The two scholars could scarcely have been more different. Warburg, who always had great difficulty articulating his views in a definitive form, regarded works of art as powerful evidence of the mentality of the educated public of the period in which they were produced, whereas Gombrich was deeply skeptical about this attitude, which violated the approach he had learned from his great friend Karl Popper, namely, that the only hypotheses worth discussing are those that can be tested and refuted. In a sense, all his later writings can be read as challenges to the ideas and methods of Warburg.

This applies both to his articles on iconography, collected in Symbolic Images (1972), in which he revealed an increasing skepticism about the elaborate interpretations of paintings proposed by various scholars associated with the Warburg Institute in its early years (including himself), and also to his most important book, Art and Illusion (1960), in which he drew on recent developments in psychology to examine both the different conventions used by artists to represent the visible world and the ways in which these conventions are then interpreted by viewers. Gombrich's attempt to extend his analysis to decorative art in The Sense of Order (1979) was more controversial, but this book is also important for the extensive historical research on which the discussion is based.

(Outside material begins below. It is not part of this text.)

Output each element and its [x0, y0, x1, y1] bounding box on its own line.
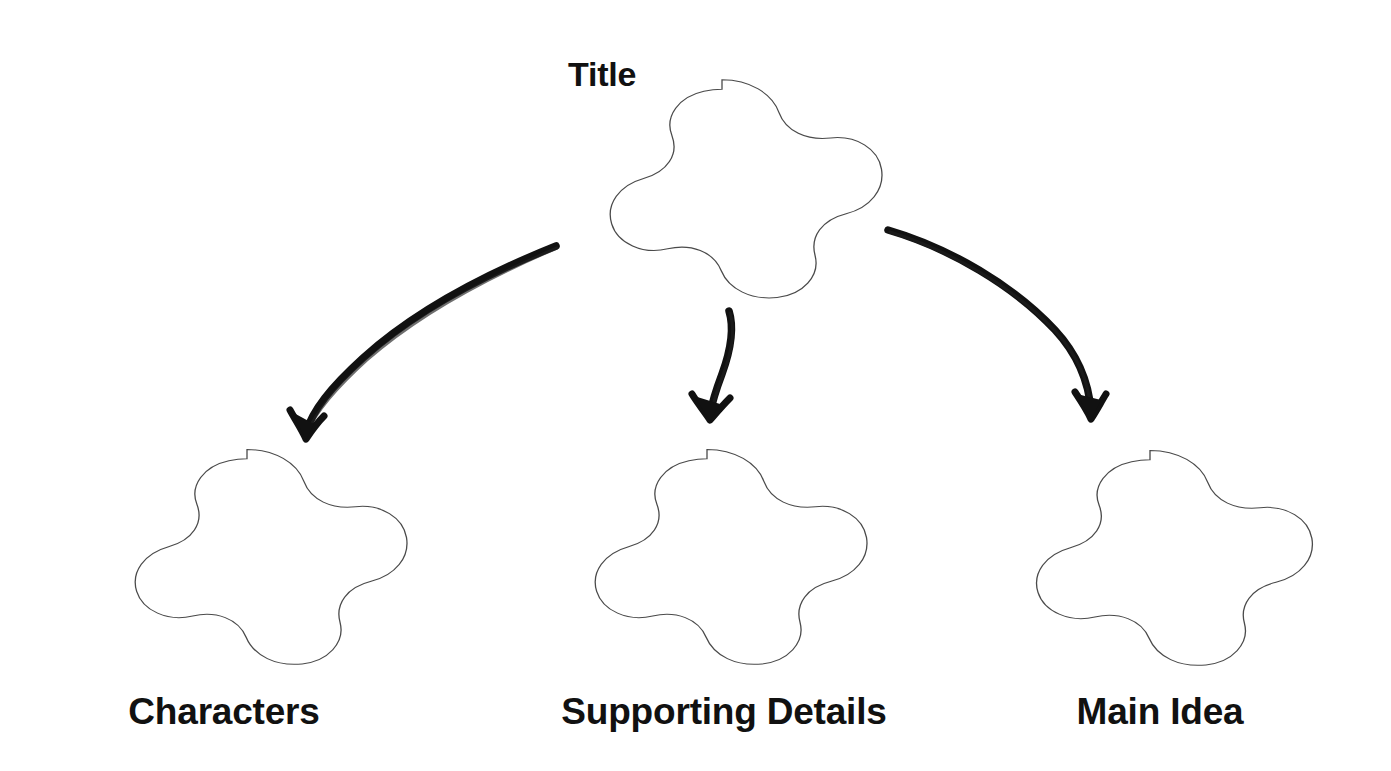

Gombrich never concerned himself with the traditional art historical issues of connoisseurship and the dating of works of art, nor was he interested in challenging traditional ideas about the merits of individual artists. He preferred instead to explore the processes of change in artistic expression and in attitudes to art. Unrivaled in his ability to engage a nonspecialist audience, he was highly influential both in his attempts to apply the study of visual perception to the history of art and in his powerful criticisms of many of the assumptions that had dominated the study of the subject, especially in the first half of the twentieth century.

See alsoPsychology.

BIBLIOGRAPHY

Gombrich, E. H., and Didier Eribon. A Lifelong Interest: Conversations on Art and Science with Didier Eribon. London, 1993.

Trapp, J. B. E. H. Gombrich: A Bibliography. London, 2000.